Monday, September 18, 2006

Howells' women

Initially I was more enthusiastic about Howells’ women then I am now. He does a better job with women than Dickens. Still, in a Dickensian way, they remain a bit more like types than characters. The advantage is that he has a rich imagination for types, so, in Hazard there are many types of women.

Howells wrote the novel shortly after his daughter’s mysterious death in early adulthood from something that biographers, as I understand it, now think was anorexia or some kind of autoimmune disease. Knowing that, it makes it all the more poignant that Howells is particularly good and generous at imagining all kinds of possibilities for young women of his daughter’s generation. At the same time, he cannot really see feminist world and he finds it impossible to imagine strong women as wives. But, in 1890, are we so surprised that he could not?
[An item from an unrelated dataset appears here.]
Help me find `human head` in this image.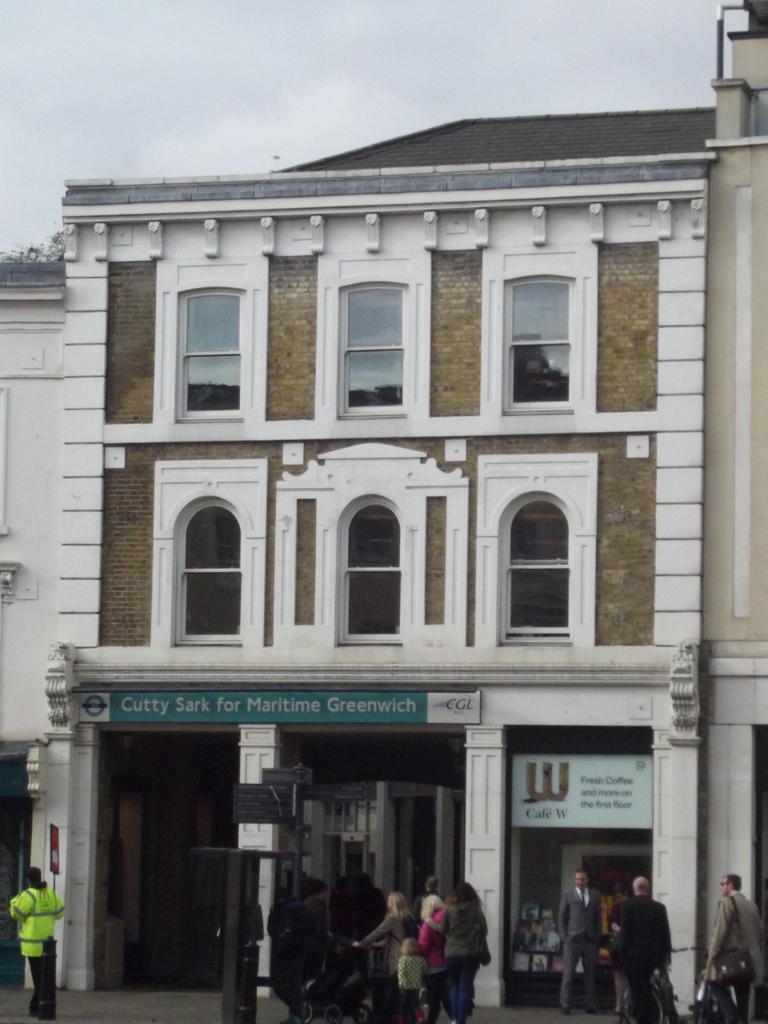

There is an artist who turns down her feckless young teacher (the man of the Chianti) for a life dedicated to art without any certain prospect of marriage; there is the young Virginian belle, all wiles and charm, the wild Western heiress who attacks a suitor with her nails when he fails to propose, and the Manhattan socialite who gives up a life of recitals and days at home to join a sisterhood and devote herself to charity.

Most interesting of all, however, is Basil March’s wife, Isabel. She is such a great wife. At the beginning, when the move from Boston to New York is an open question, she is full of opinions and ideas, all of them expressed with comic emphasis. (I could never live in an apartment! Well, if Tom must give up Harvard for Columbia, I suppose sacrifices must be made!) As the novel progresses and life in New York becomes a settled fact, she settles into the background.

By the book’s end, she functions as a kind of flattering conscience for her husband, soothing his ego and bringing him back to their shared principles or reminding him of the moment when it might be pragmatic to bend one principle in favor of another. In this, she seems most wifely to me, and least like a separate person from Basil. And is it any wonder? After all, Isabel is an anagram of Basil with the addition of that lovely feminine e.